Landscape architects Sikora Wells Appel and Knolltop Nursery joined with Community Bikes and Boards to create a pop-up beach scene on Kings Highway and celebrate the creative re-use of parking spaces.
By Matt Skoufalos | September 16, 2016
On Friday, cities around the world will participate in PARK(ing) Day, a volunteer event dedicated to transforming metered parking spaces into temporary public places.
Begun in San Francisco 11 years ago by the Rebar group, the event intends “to explore the range of possible activities” for the “short-term lease” of a parking space, “and to provoke a critical examination of the values that generate the form of urban public space.”
On Friday, a trio of Haddonfield businesses will collaborate to bring the event to South Jersey for the first time, showing off the potential of the broad streets of its Kings Highway downtown shopping district.
Landscape architect Joseph Sikora said he’d first heard of PARK(ing) Day in Philadelphia when his firm, Sikora Wells Appel, was still located there. Although the concept is typically implemented in urban settings, he thought it “would probably be a fresh idea” in Haddonfield.
Sikora pitched the idea to Community Bikes and Boards owner Rob Everitt, and brought in Al Masullo of Knolltop Nursery to help execute it. Haddonfield borough commissioners gave the project their blessing, and the team went to work.
“Everyone was totally excited about it,” Sikora said.
Based on the idea that sand offers dramatic and inexpensive ground cover, the concept for the space is a 41-foot, pop-up beach.
Everitt sourced wood pallets to build a makeshift boardwalk, and Knolltop added dune grass for ornamentation.
Sikora purchased a four-feet-high wooden snow fence, and enhanced it with vinyl graphics.
The group rounded out the look with beach chairs, umbrellas, and coolers.
Without a dedicated budget—all three businesses are volunteering their time, labor, and materials—keeping costs and set-up/clean-up minimal was a priority for the one-day project.
“We have zero dollars,” Sikora said. “We’re creative in terms of recycling parts or getting them for free. That’s how you do it. If you have to buy everything for this, it doesn’t work.”
Sikora hopes the project will show “what inexpensively activating a public space can do” and “maybe plant a seed for other ways of thinking.”
From 10 a.m. to about 7 p.m. Friday, representatives from all three businesses will spend time with visitors to the site “and have an open dialogue about what this means to them,” Sikora said.
“We’ll document it as well, and use it as another example of the positive benefits these temporary installations can have for a community,” he said.
“I just lucked out that [Sikora] brought all his skill,” Everitt said.
“I had seen little parking space takeovers, but I’d never seen a one-day green space go into a parking space.”
Everitt said he is most engaged by the sustainability aspect of the project.
He is proud to have diverted the pallets from a landfill, and said he hopes the event inspires greater attention to environmental issues.
“Think about how beautiful our parks and oceans are, and think about what it takes to keep them beautiful and green,” Everitt said. “I wish it could stay up year-round. I think it’s awesome. I wish we were able to do it more.”
As the only of the three business owners to dedicate a centrally located parking space to the event, Everitt said he doesn’t mind giving it up for the day, or for longer.
“What would a block do if every parking spot out front was another cool table, bench, or another place where you could put product to sell?,” he said.
“Do you know how many people would come to our block?”
Sikora agreed, saying the amount of parking available in Haddonfield isn’t as much of an issue as the perception of its scarcity.
“There are better uses for parking spaces, and [we’re] trying to encourage people to utilize other methods of getting to work,” Masullo added. “That’s the key to this.”
Brad DiPadova, who managed the project for Knolltop, said PARK(ing) Day can help get suburban communities to acknowledge how much real estate they devote to parking.
“There are so many things you can do with that little parcel of land,” DiPadova said.
“People are realizing that we have more opportunities to create small park spaces that we can use instead of having central parks.”
At a previous PARK(ing) Day event in Doylestown, PA, DiPadova said reactions were almost uniformly positive.
“People love it,” he said. “One of the main comments you get is, ‘Can you leave this up for longer? Can it be permanent?’ Rather than looking at a car in front of your shop, it’s a great way to activate a space.”
Somewhat ironically, the 24-hour display will yield its turf to an auto show along Kings Highway the following day.
DiPadova calls it “a funny juxtaposition,” but he’s not critical.
Pop-up spaces, by definition, aren’t meant to last forever. Plus, closing down Kings Highway for a street fair is just another example of creatively reclaiming a space typically dominated by vehicle traffic.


WORK TASK
Print every entry again, precisely as written.

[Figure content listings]
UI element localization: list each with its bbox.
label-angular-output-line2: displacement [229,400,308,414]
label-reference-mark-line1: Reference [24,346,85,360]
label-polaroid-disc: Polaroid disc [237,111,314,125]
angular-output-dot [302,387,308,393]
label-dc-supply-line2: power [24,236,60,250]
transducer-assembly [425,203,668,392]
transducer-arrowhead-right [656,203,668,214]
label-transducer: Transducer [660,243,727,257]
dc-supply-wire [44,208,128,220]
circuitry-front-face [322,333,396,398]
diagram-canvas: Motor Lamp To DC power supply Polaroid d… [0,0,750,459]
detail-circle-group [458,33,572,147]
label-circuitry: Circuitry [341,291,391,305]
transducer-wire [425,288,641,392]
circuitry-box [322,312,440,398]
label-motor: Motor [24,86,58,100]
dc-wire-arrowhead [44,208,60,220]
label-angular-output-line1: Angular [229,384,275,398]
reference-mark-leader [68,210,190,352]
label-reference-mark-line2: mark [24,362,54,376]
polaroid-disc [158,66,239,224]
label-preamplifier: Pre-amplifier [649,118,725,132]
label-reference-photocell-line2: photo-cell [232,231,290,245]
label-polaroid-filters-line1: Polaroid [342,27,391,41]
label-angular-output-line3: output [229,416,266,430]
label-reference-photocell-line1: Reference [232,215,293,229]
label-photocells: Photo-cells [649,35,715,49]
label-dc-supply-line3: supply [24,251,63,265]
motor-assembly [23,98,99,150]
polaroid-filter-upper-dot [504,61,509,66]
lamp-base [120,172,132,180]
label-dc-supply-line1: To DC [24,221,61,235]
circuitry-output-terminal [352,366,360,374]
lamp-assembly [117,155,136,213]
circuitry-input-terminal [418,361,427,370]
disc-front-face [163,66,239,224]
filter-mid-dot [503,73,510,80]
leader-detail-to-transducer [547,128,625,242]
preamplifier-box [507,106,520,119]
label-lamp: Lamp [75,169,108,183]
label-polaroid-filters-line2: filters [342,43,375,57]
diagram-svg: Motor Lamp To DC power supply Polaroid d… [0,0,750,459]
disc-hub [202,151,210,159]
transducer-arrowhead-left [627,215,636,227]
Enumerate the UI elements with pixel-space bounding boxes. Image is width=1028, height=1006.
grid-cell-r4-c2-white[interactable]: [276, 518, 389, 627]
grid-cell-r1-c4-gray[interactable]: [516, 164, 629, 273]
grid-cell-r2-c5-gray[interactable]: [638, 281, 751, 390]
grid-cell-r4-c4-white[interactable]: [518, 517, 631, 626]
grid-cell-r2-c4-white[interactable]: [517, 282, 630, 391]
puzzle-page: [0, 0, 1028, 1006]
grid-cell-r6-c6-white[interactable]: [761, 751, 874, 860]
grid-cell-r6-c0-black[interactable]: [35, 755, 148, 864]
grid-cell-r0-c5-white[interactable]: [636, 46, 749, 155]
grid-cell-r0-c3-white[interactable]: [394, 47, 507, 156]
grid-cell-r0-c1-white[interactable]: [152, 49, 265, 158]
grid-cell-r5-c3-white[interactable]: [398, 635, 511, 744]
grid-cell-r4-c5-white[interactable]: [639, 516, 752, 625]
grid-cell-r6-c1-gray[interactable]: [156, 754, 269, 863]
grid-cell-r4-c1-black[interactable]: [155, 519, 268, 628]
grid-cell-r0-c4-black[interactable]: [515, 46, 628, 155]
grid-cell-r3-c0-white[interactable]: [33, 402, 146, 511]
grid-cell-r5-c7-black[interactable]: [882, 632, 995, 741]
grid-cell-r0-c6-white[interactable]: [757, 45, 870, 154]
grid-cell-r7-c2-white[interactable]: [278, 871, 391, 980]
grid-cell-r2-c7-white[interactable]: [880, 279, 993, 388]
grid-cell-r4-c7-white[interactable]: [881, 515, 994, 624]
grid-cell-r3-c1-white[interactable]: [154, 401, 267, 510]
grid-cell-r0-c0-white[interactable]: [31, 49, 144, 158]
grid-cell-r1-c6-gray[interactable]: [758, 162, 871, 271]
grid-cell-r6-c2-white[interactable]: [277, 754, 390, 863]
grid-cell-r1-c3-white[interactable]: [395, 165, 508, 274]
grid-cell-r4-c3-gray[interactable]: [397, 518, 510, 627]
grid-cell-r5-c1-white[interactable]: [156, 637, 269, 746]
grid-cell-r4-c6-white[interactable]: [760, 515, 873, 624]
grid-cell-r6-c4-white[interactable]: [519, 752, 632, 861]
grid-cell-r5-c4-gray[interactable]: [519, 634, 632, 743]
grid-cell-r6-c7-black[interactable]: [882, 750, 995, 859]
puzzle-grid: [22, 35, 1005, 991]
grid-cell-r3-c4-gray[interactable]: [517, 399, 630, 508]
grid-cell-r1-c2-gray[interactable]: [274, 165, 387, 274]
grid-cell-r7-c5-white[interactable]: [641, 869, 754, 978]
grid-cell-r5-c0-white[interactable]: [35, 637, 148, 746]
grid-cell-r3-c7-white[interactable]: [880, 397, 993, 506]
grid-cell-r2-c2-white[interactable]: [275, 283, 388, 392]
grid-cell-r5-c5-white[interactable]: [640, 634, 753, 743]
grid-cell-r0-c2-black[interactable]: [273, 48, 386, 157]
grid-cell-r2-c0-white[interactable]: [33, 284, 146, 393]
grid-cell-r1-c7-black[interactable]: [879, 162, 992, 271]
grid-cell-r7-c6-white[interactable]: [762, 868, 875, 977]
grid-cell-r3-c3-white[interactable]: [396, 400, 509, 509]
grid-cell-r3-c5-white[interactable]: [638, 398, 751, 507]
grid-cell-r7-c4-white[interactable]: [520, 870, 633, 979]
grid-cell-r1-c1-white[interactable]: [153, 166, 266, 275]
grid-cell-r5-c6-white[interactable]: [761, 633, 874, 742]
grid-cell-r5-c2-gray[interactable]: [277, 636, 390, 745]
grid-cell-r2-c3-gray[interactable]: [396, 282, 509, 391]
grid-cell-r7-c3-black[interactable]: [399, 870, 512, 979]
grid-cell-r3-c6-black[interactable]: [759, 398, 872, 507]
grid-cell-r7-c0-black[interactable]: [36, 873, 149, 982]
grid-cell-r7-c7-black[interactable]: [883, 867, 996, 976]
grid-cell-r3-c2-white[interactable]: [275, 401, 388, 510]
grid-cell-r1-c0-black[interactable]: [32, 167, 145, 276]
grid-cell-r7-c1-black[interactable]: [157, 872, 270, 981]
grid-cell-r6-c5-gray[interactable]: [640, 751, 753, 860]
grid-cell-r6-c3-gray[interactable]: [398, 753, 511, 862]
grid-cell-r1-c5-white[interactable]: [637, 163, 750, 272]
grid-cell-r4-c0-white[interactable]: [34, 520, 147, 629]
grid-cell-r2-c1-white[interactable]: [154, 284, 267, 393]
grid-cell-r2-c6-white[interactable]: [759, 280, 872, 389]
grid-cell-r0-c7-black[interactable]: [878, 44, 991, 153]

ANSWER TO THE PROBLEM
UI element localization: list each with its bbox.
label-angular-output-line2: displacement [229,400,308,414]
label-reference-mark-line1: Reference [24,346,85,360]
label-polaroid-disc: Polaroid disc [237,111,314,125]
angular-output-dot [302,387,308,393]
label-dc-supply-line2: power [24,236,60,250]
transducer-assembly [425,203,668,392]
transducer-arrowhead-right [656,203,668,214]
label-transducer: Transducer [660,243,727,257]
dc-supply-wire [44,208,128,220]
circuitry-front-face [322,333,396,398]
diagram-canvas: Motor Lamp To DC power supply Polaroid d… [0,0,750,459]
detail-circle-group [458,33,572,147]
label-circuitry: Circuitry [341,291,391,305]
transducer-wire [425,288,641,392]
circuitry-box [322,312,440,398]
label-motor: Motor [24,86,58,100]
dc-wire-arrowhead [44,208,60,220]
label-angular-output-line1: Angular [229,384,275,398]
reference-mark-leader [68,210,190,352]
label-reference-mark-line2: mark [24,362,54,376]
polaroid-disc [158,66,239,224]
label-preamplifier: Pre-amplifier [649,118,725,132]
label-reference-photocell-line2: photo-cell [232,231,290,245]
label-polaroid-filters-line1: Polaroid [342,27,391,41]
label-angular-output-line3: output [229,416,266,430]
label-reference-photocell-line1: Reference [232,215,293,229]
label-photocells: Photo-cells [649,35,715,49]
label-dc-supply-line3: supply [24,251,63,265]
motor-assembly [23,98,99,150]
polaroid-filter-upper-dot [504,61,509,66]
lamp-base [120,172,132,180]
label-dc-supply-line1: To DC [24,221,61,235]
circuitry-output-terminal [352,366,360,374]
lamp-assembly [117,155,136,213]
circuitry-input-terminal [418,361,427,370]
disc-front-face [163,66,239,224]
filter-mid-dot [503,73,510,80]
leader-detail-to-transducer [547,128,625,242]
preamplifier-box [507,106,520,119]
label-lamp: Lamp [75,169,108,183]
label-polaroid-filters-line2: filters [342,43,375,57]
diagram-svg: Motor Lamp To DC power supply Polaroid d… [0,0,750,459]
disc-hub [202,151,210,159]
transducer-arrowhead-left [627,215,636,227]
Enumerate the UI elements with pixel-space bounding boxes. Image is width=1028, height=1006.
grid-cell-r4-c2-white[interactable]: [276, 518, 389, 627]
grid-cell-r1-c4-gray[interactable]: [516, 164, 629, 273]
grid-cell-r2-c5-gray[interactable]: [638, 281, 751, 390]
grid-cell-r4-c4-white[interactable]: [518, 517, 631, 626]
grid-cell-r2-c4-white[interactable]: [517, 282, 630, 391]
puzzle-page: [0, 0, 1028, 1006]
grid-cell-r6-c6-white[interactable]: [761, 751, 874, 860]
grid-cell-r6-c0-black[interactable]: [35, 755, 148, 864]
grid-cell-r0-c5-white[interactable]: [636, 46, 749, 155]
grid-cell-r0-c3-white[interactable]: [394, 47, 507, 156]
grid-cell-r0-c1-white[interactable]: [152, 49, 265, 158]
grid-cell-r5-c3-white[interactable]: [398, 635, 511, 744]
grid-cell-r4-c5-white[interactable]: [639, 516, 752, 625]
grid-cell-r6-c1-gray[interactable]: [156, 754, 269, 863]
grid-cell-r4-c1-black[interactable]: [155, 519, 268, 628]
grid-cell-r0-c4-black[interactable]: [515, 46, 628, 155]
grid-cell-r3-c0-white[interactable]: [33, 402, 146, 511]
grid-cell-r5-c7-black[interactable]: [882, 632, 995, 741]
grid-cell-r0-c6-white[interactable]: [757, 45, 870, 154]
grid-cell-r7-c2-white[interactable]: [278, 871, 391, 980]
grid-cell-r2-c7-white[interactable]: [880, 279, 993, 388]
grid-cell-r4-c7-white[interactable]: [881, 515, 994, 624]
grid-cell-r3-c1-white[interactable]: [154, 401, 267, 510]
grid-cell-r0-c0-white[interactable]: [31, 49, 144, 158]
grid-cell-r1-c6-gray[interactable]: [758, 162, 871, 271]
grid-cell-r6-c2-white[interactable]: [277, 754, 390, 863]
grid-cell-r1-c3-white[interactable]: [395, 165, 508, 274]
grid-cell-r4-c3-gray[interactable]: [397, 518, 510, 627]
grid-cell-r5-c1-white[interactable]: [156, 637, 269, 746]
grid-cell-r4-c6-white[interactable]: [760, 515, 873, 624]
grid-cell-r6-c4-white[interactable]: [519, 752, 632, 861]
grid-cell-r5-c4-gray[interactable]: [519, 634, 632, 743]
grid-cell-r6-c7-black[interactable]: [882, 750, 995, 859]
puzzle-grid: [22, 35, 1005, 991]
grid-cell-r3-c4-gray[interactable]: [517, 399, 630, 508]
grid-cell-r1-c2-gray[interactable]: [274, 165, 387, 274]
grid-cell-r7-c5-white[interactable]: [641, 869, 754, 978]
grid-cell-r5-c0-white[interactable]: [35, 637, 148, 746]
grid-cell-r3-c7-white[interactable]: [880, 397, 993, 506]
grid-cell-r2-c2-white[interactable]: [275, 283, 388, 392]
grid-cell-r5-c5-white[interactable]: [640, 634, 753, 743]
grid-cell-r0-c2-black[interactable]: [273, 48, 386, 157]
grid-cell-r2-c0-white[interactable]: [33, 284, 146, 393]
grid-cell-r1-c7-black[interactable]: [879, 162, 992, 271]
grid-cell-r7-c6-white[interactable]: [762, 868, 875, 977]
grid-cell-r3-c3-white[interactable]: [396, 400, 509, 509]
grid-cell-r3-c5-white[interactable]: [638, 398, 751, 507]
grid-cell-r7-c4-white[interactable]: [520, 870, 633, 979]
grid-cell-r1-c1-white[interactable]: [153, 166, 266, 275]
grid-cell-r5-c6-white[interactable]: [761, 633, 874, 742]
grid-cell-r5-c2-gray[interactable]: [277, 636, 390, 745]
grid-cell-r2-c3-gray[interactable]: [396, 282, 509, 391]
grid-cell-r7-c3-black[interactable]: [399, 870, 512, 979]
grid-cell-r3-c6-black[interactable]: [759, 398, 872, 507]
grid-cell-r7-c0-black[interactable]: [36, 873, 149, 982]
grid-cell-r7-c7-black[interactable]: [883, 867, 996, 976]
grid-cell-r3-c2-white[interactable]: [275, 401, 388, 510]
grid-cell-r1-c0-black[interactable]: [32, 167, 145, 276]
grid-cell-r7-c1-black[interactable]: [157, 872, 270, 981]
grid-cell-r6-c5-gray[interactable]: [640, 751, 753, 860]
grid-cell-r6-c3-gray[interactable]: [398, 753, 511, 862]
grid-cell-r1-c5-white[interactable]: [637, 163, 750, 272]
grid-cell-r4-c0-white[interactable]: [34, 520, 147, 629]
grid-cell-r2-c1-white[interactable]: [154, 284, 267, 393]
grid-cell-r2-c6-white[interactable]: [759, 280, 872, 389]
grid-cell-r0-c7-black[interactable]: [878, 44, 991, 153]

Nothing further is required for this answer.